Lewis Este Mills


Lewis Este Mills was an American lawyer and author.

Early life

Lewis Este Mills was born on August 13, 1836, in Morristown, New Jersey, to Sarah Ann and Lewis Mills. He graduated from Yale College in 1856. He studied law at first in Morristown, and later completed his studies in Cincinnati, where he was admitted to the bar in November 1858.

Career

Mills became a partner of the firm Mills & Hoadly. His brother was a senior member of the firm. In 1859, he formed the law practice Mills & Goshorn with Alfred T. Goshorn and Edward Mills in Cincinnati.
Mills enlisted late to the Union Army as a volunteer aide-de-camp on the staff of Robert Brown Potter. He served in the Army of the Southwest and participated in the Siege of Vicksburg. Following the war, he left his practice and put time into travel and literary pursuits. He printed privately a volume of Glimpses of Southern France and Spain in 1867. He wrote General Pope's Virginia Campaign of 1862 in 1870. He published a revision of Handy's Reports of the Superior Court of Cincinnati in 1877.

Personal life

Mills married Jean Springer, daughter of Charles Gordon Springer, on January 7, 1864. Her father died in the SS Arctic disaster of 1854. They had no children.
While traveling in Normandy, Brussels, and Florence, Italy, in 1877, Mills suffered from a kidney disease. He died of heart disease on April 10, 1878, in Florence. His funeral was held on October 10, 1878. He was buried in St. Peter's Cemetery in Cincinnati.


Action item: All lines from the one containing "Enumerate the UI" through the end of the data below are to be repeated exactly, with pictures left out.

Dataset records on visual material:

......

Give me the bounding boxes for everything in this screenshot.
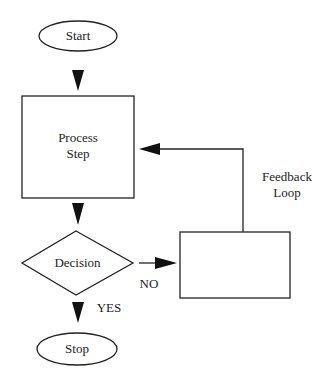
process-label-line2: Step xyxy=(22,146,134,162)
decision-label: Decision xyxy=(22,255,133,271)
feedback-box-shape xyxy=(180,232,290,298)
yes-label: YES xyxy=(94,300,124,316)
feedback-loop-line xyxy=(158,149,243,232)
arrow-yes-to-stop xyxy=(72,302,84,323)
feedback-label-line2: Loop xyxy=(255,185,319,201)
no-label: NO xyxy=(136,276,162,292)
feedback-label-line1: Feedback xyxy=(255,169,319,185)
start-label: Start xyxy=(39,28,117,44)
stop-label: Stop xyxy=(37,341,117,357)
process-label-line1: Process xyxy=(22,130,134,146)
flowchart-canvas: Start Process Step Decision NO YES Stop … xyxy=(0,0,328,387)
feedback-arrow-head xyxy=(139,143,160,155)
arrow-down-to-decision xyxy=(72,203,84,225)
no-arrow-head xyxy=(155,257,177,269)
arrow-start-to-process xyxy=(72,70,84,91)
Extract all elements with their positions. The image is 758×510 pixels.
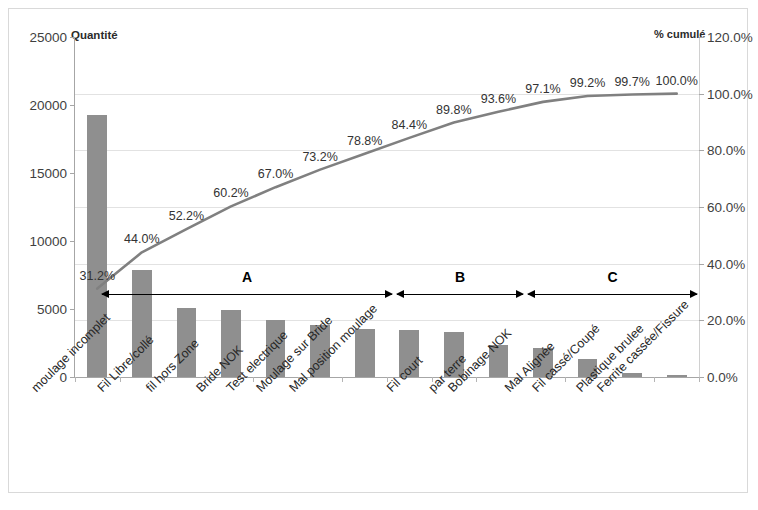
left-axis-tick-label: 25000 bbox=[9, 30, 67, 45]
right-axis-tick-label: 100.0% bbox=[707, 86, 758, 101]
cumulative-data-label: 44.0% bbox=[124, 232, 159, 246]
zone-arrow-line bbox=[102, 294, 392, 295]
category-axis-tick bbox=[699, 377, 700, 382]
right-axis-tick-label: 20.0% bbox=[707, 313, 758, 328]
zone-arrow-line bbox=[397, 294, 523, 295]
zone-label: B bbox=[455, 269, 465, 285]
right-axis-tick-label: 60.0% bbox=[707, 200, 758, 215]
right-axis-tick-label: 0.0% bbox=[707, 370, 758, 385]
zone-arrow-head-right bbox=[516, 290, 524, 298]
category-axis-tick bbox=[565, 377, 566, 382]
right-axis-tick bbox=[699, 207, 704, 208]
cumulative-data-label: 89.8% bbox=[436, 103, 471, 117]
cumulative-data-label: 97.1% bbox=[525, 82, 560, 96]
cumulative-data-label: 52.2% bbox=[169, 209, 204, 223]
right-axis-tick-label: 80.0% bbox=[707, 143, 758, 158]
zone-arrow-head-left bbox=[101, 290, 109, 298]
cumulative-data-label: 67.0% bbox=[258, 167, 293, 181]
zone-arrow-head-right bbox=[690, 290, 698, 298]
left-axis-tick-label: 15000 bbox=[9, 166, 67, 181]
category-axis-tick bbox=[476, 377, 477, 382]
left-axis-tick-label: 20000 bbox=[9, 98, 67, 113]
left-axis-tick-label: 10000 bbox=[9, 234, 67, 249]
zone-arrow-line bbox=[528, 294, 697, 295]
category-axis-tick bbox=[342, 377, 343, 382]
cumulative-data-label: 99.2% bbox=[570, 76, 605, 90]
zone-arrow-head-right bbox=[385, 290, 393, 298]
cumulative-data-label: 31.2% bbox=[80, 269, 115, 283]
right-axis-tick-label: 40.0% bbox=[707, 256, 758, 271]
zone-arrow-head-left bbox=[396, 290, 404, 298]
cumulative-data-label: 78.8% bbox=[347, 134, 382, 148]
cumulative-data-label: 60.2% bbox=[213, 186, 248, 200]
zone-label: A bbox=[242, 269, 252, 285]
cumulative-data-label: 93.6% bbox=[481, 92, 516, 106]
pareto-chart: Quantité % cumulé 0500010000150002000025… bbox=[8, 8, 748, 493]
zone-arrow-head-left bbox=[527, 290, 535, 298]
right-axis-tick bbox=[699, 150, 704, 151]
right-axis-tick bbox=[699, 320, 704, 321]
left-axis-tick-label: 5000 bbox=[9, 302, 67, 317]
cumulative-line-series bbox=[75, 37, 699, 377]
cumulative-data-label: 84.4% bbox=[392, 118, 427, 132]
zone-label: C bbox=[607, 269, 617, 285]
cumulative-data-label: 99.7% bbox=[614, 75, 649, 89]
category-axis-tick bbox=[654, 377, 655, 382]
right-axis-tick bbox=[699, 37, 704, 38]
right-axis-tick-label: 120.0% bbox=[707, 30, 758, 45]
right-axis-tick bbox=[699, 264, 704, 265]
right-axis-tick bbox=[699, 94, 704, 95]
cumulative-data-label: 100.0% bbox=[656, 74, 698, 88]
cumulative-data-label: 73.2% bbox=[302, 150, 337, 164]
plot-area: 31.2%44.0%52.2%60.2%67.0%73.2%78.8%84.4%… bbox=[75, 37, 699, 377]
category-axis-tick bbox=[253, 377, 254, 382]
category-axis-tick bbox=[75, 377, 76, 382]
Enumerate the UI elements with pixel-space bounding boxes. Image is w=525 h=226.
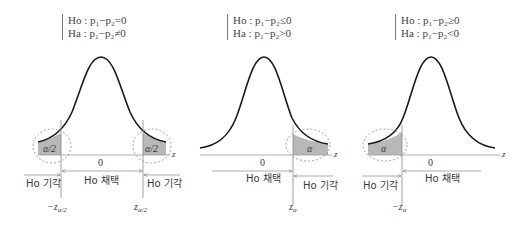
center-zero-label: 0 xyxy=(260,157,265,168)
center-zero-label: 0 xyxy=(428,157,433,168)
accept-label: Ho 채택 xyxy=(425,173,460,184)
z-axis-label: z xyxy=(333,149,338,159)
panel-left-tailed: α z 0 Ho 채택 Ho 기각 −zα xyxy=(362,57,506,214)
accept-label: Ho 채택 xyxy=(246,173,281,184)
normal-curve xyxy=(200,57,328,148)
reject-label-right: Ho 기각 xyxy=(147,178,182,189)
critical-value: −zα xyxy=(392,201,407,214)
alpha-half-label-right: α/2 xyxy=(145,143,158,154)
alpha-half-label-left: α/2 xyxy=(43,143,56,154)
panel-right-tailed: α z 0 Ho 채택 Ho 기각 zα xyxy=(200,57,338,214)
hypothesis-test-diagram: Ho : p₁−p₂=0 Ha : p₁−p₂≠0 Ho : p₁−p₂≤0 H… xyxy=(0,0,525,226)
panel-two-tailed: α/2 α/2 z 0 Ho 채택 Ho 기각 Ho 기각 −zα/2 zα/2 xyxy=(24,57,182,214)
alpha-label: α xyxy=(381,143,387,154)
alpha-label: α xyxy=(307,143,313,154)
z-axis-label: z xyxy=(501,149,506,159)
reject-label: Ho 기각 xyxy=(363,180,398,191)
z-axis-label: z xyxy=(171,149,176,159)
reject-label-left: Ho 기각 xyxy=(26,178,61,189)
center-zero-label: 0 xyxy=(98,157,103,168)
reject-label: Ho 기각 xyxy=(303,180,338,191)
normal-curve xyxy=(368,57,495,148)
critical-value: zα xyxy=(288,201,297,214)
accept-label: Ho 채택 xyxy=(84,175,119,186)
critical-value-right: zα/2 xyxy=(133,201,148,214)
critical-value-left: −zα/2 xyxy=(47,201,67,214)
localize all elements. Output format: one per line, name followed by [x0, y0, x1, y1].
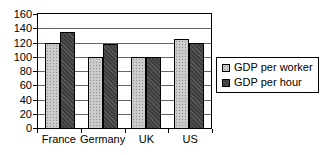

......

Your response:
Enumerate the UI elements with pixel-space bounding boxes. Image is w=525 h=226.
center-zero-label: 0 xyxy=(260,157,265,168)
center-zero-label: 0 xyxy=(428,157,433,168)
accept-label: Ho 채택 xyxy=(425,173,460,184)
z-axis-label: z xyxy=(333,149,338,159)
panel-left-tailed: α z 0 Ho 채택 Ho 기각 −zα xyxy=(362,57,506,214)
accept-label: Ho 채택 xyxy=(246,173,281,184)
normal-curve xyxy=(200,57,328,148)
reject-label-right: Ho 기각 xyxy=(147,178,182,189)
critical-value: −zα xyxy=(392,201,407,214)
alpha-half-label-right: α/2 xyxy=(145,143,158,154)
alpha-half-label-left: α/2 xyxy=(43,143,56,154)
panel-right-tailed: α z 0 Ho 채택 Ho 기각 zα xyxy=(200,57,338,214)
hypothesis-test-diagram: Ho : p₁−p₂=0 Ha : p₁−p₂≠0 Ho : p₁−p₂≤0 H… xyxy=(0,0,525,226)
panel-two-tailed: α/2 α/2 z 0 Ho 채택 Ho 기각 Ho 기각 −zα/2 zα/2 xyxy=(24,57,182,214)
alpha-label: α xyxy=(381,143,387,154)
alpha-label: α xyxy=(307,143,313,154)
z-axis-label: z xyxy=(501,149,506,159)
reject-label: Ho 기각 xyxy=(363,180,398,191)
z-axis-label: z xyxy=(171,149,176,159)
reject-label-left: Ho 기각 xyxy=(26,178,61,189)
center-zero-label: 0 xyxy=(98,157,103,168)
reject-label: Ho 기각 xyxy=(303,180,338,191)
normal-curve xyxy=(368,57,495,148)
critical-value: zα xyxy=(288,201,297,214)
accept-label: Ho 채택 xyxy=(84,175,119,186)
critical-value-right: zα/2 xyxy=(133,201,148,214)
critical-value-left: −zα/2 xyxy=(47,201,67,214)
localize all elements. Output format: one per line, name followed by [x0, y0, x1, y1].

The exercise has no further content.